Published
My patient died a few nights ago. It was the most bizarre experience ever. I had just been in his room, taking his blood pressure (which was fine), drawing his AM labs and talking to him. I walked him to the bathroom and back, then tucked him in his bed, got him a warm blanket and said goodnight.
I went into my next patient's room to hook up his antibiotics. The Monitor tech calls me and tells me my other patient has a junctional rhythm. I rush in there and he's pale and unresponsive, his head crooked over to the side, his dentures halfway out of his mouth. I instantly freaked and started shaking him, then hit the code button (even though he was DNR). I told the other nurses that he was DNR with chemical intervention but his heart had stopped beating and he wasn't even breathing. The doctor pronounced him at a few minutes after 3am.

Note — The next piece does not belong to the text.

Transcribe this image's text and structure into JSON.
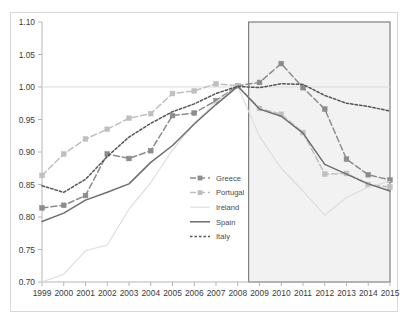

I'm still upset beyond belief. How can someone be talking to you and then dead the next minute? He was old, ...beyond that, he should have been fine. The family is not going to do an autopsy, so I'll never know what happened but always have questions.

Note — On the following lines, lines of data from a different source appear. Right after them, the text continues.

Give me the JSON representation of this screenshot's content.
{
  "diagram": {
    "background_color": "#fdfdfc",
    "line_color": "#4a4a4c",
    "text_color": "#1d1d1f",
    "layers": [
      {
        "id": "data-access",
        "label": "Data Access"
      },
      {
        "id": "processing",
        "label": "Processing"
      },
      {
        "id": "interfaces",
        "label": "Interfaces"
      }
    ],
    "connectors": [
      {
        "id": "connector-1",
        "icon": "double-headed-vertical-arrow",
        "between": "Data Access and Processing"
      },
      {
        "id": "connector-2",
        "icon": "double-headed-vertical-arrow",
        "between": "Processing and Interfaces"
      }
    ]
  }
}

This isn't the first time that my patient died, it's just the first time that it was so unexpected and random. I was the last person that he saw before he passed. I was the last person he spoke to. I was the last touch he had, the last voice he heard, the last smile he saw. I'm still shell shocked. The nurses on the unit accepted it cynically, just another day on the job; and almost without empathy. I'm dealing with hella emotions at this point, feeling that if I had stayed in the room for just a few more minutes I could have helped him live.
The next night I had a patient in the SAME ROOM. Unfortunately he didn't get much sleep that night because I kept going in to make sure he was still alive. I checked on him almost religiously, freakishly paranoid that this old guy would die on me too.
How do nurses deal with all these emotions? I don't know what to do.